False Data: Pie Charts Are Not Made of Pie

I’ve got a question for you: What can false data teach us? I know what you’re thinking: This is like a set-up, right? False data is false and teaches us nothing. But you’d be wrong, because everything has a lesson. That’s the teacher in me talking. Also, “everyone is an example, sometimes the example is bad” and “there are no stupid questions.” Actually, I would never say that. There are a lot of stupid questions. It’s why there is a syllabus. The main thing false data can teach us is that anything can be justified with numbers, even when the numbers are totally made up. This is true for 99% of data collected from universities and 9 out of 10 professors agree.

False data persists throughout the world, and is ever-present in media and news, unsurprisingly. I mean, there’s a solid reason why professors don’t let you use Wikipedia as a source in your research essay. Unfortunately, false data is being used as though it were real data in other, more insidious places. Today’s fake data comes to you from the halls of education.

I’m not talking about the badly sourced student paper that quotes a crowd-written, online encyclopedia verbatim, I’m talking about actual quantitative information gathered by scholars in order to either prove a thesis or rationalize funding. (And to be clear, I’m not talking about all scholars and data, so don’t get your academic undies in a bunch.) But it happens all the time, and it’s incredibly easy to come up with false data and then turn it into a fancy, eye-catching data-display that looks totally legit. Let me give you an example.

The state I live in has made up some silly laws that suggest our students’ learning at state educational facilities (i.e. the state universities) can be adequately and accurately plotted using quantitative data. Well, that’s not only ridiculous, it’s logistically nightmarish. Why? Because you can’t tell how much a student has learned based on one grade on one assignment, which is the only data the state is collecting, charting in Excel, and presenting with PowerPoints to idiot politicians who are looking to vote professors off of the higher ed island. Seriously, how will a single point of data demonstrate the occurrence of learning for students? Sure, if you collect enough of these points, you have a lot of data. But is it useful data? I guess it may prove that this state is full of average people. The bell curve is called that for a reason.

So what can false data teach us? Well, it can teach us that data used in government is typically a waste of time for just about everyone. The teachers at the class level waste time “collecting” this data, which by the way, is extra work for already exhausted instructors at the end of the semester. If instructors forget to submit this extra work, it can be easily fabricated to cut corners. Did I mention the part where the data itself is easily made up? Because that’s kind of important. I’m not saying that data is being made up for certain, but I am saying it’s easy to do. Someone in the chain of command has a stake in making sure enough data has been collected to make the Excel file look full when it’s presented to the higher-ups. The weakest link here is reliance on numerical data as representative of the complex and impossible-to-quantify concept of learning, which may or may not be faked. Also, this is why grading sucks. Did learning occur? Half the class got C’s so . . . yes? C’s get degrees.

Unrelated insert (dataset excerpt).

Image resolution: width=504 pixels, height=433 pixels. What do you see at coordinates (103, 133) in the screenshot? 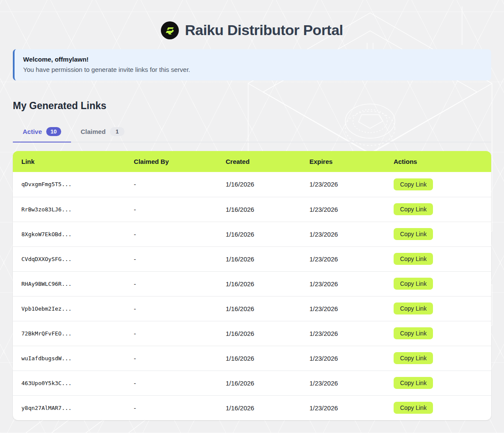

But, it’s this data—fabricated, refined, massaged, misrepresented, turned into brightly colored pie charts—that is part of how the state determines who gets money. Because clearly, the better your pie chart is, the more deserving of new stadium seats you are. Mmmm . . . pie chart. This is the downside of bureaucracy. I’m not sure what the upside is. Perhaps it’s that I don’t have to personally arrange for the waxing of my office floor.

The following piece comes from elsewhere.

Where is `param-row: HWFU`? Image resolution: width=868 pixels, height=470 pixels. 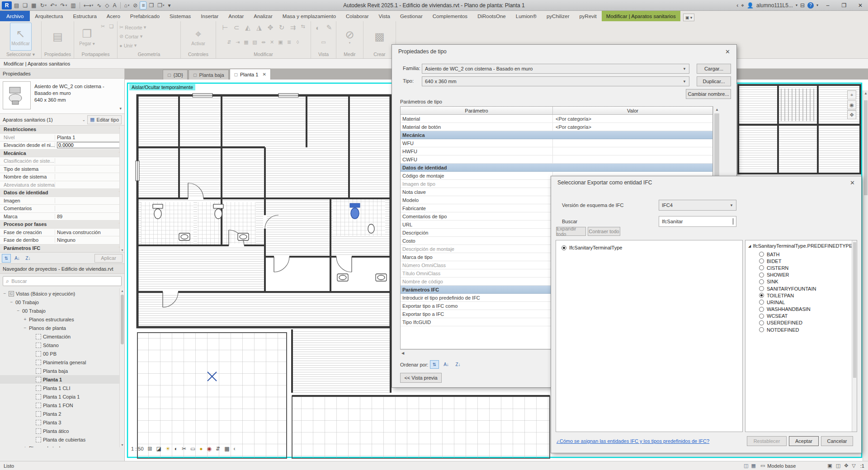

I haven’t even gotten to the false data present in all sorts of other government documentation upon which our great nation was founded, but rest assured, it’s there. Statistics aren’t neutral, and trusting that some numbers in a chart can tell us whether what we are doing is working is a terrible plan for education. That said, however, I’m not sure how to provide oversight in a more qualitative way. I’m sure the dirty word “socialism” is part of the answer. My bad language here just raised the rating on this blog from PG to PG-13.

In summation, false data teaches us that bureaucrats like pie.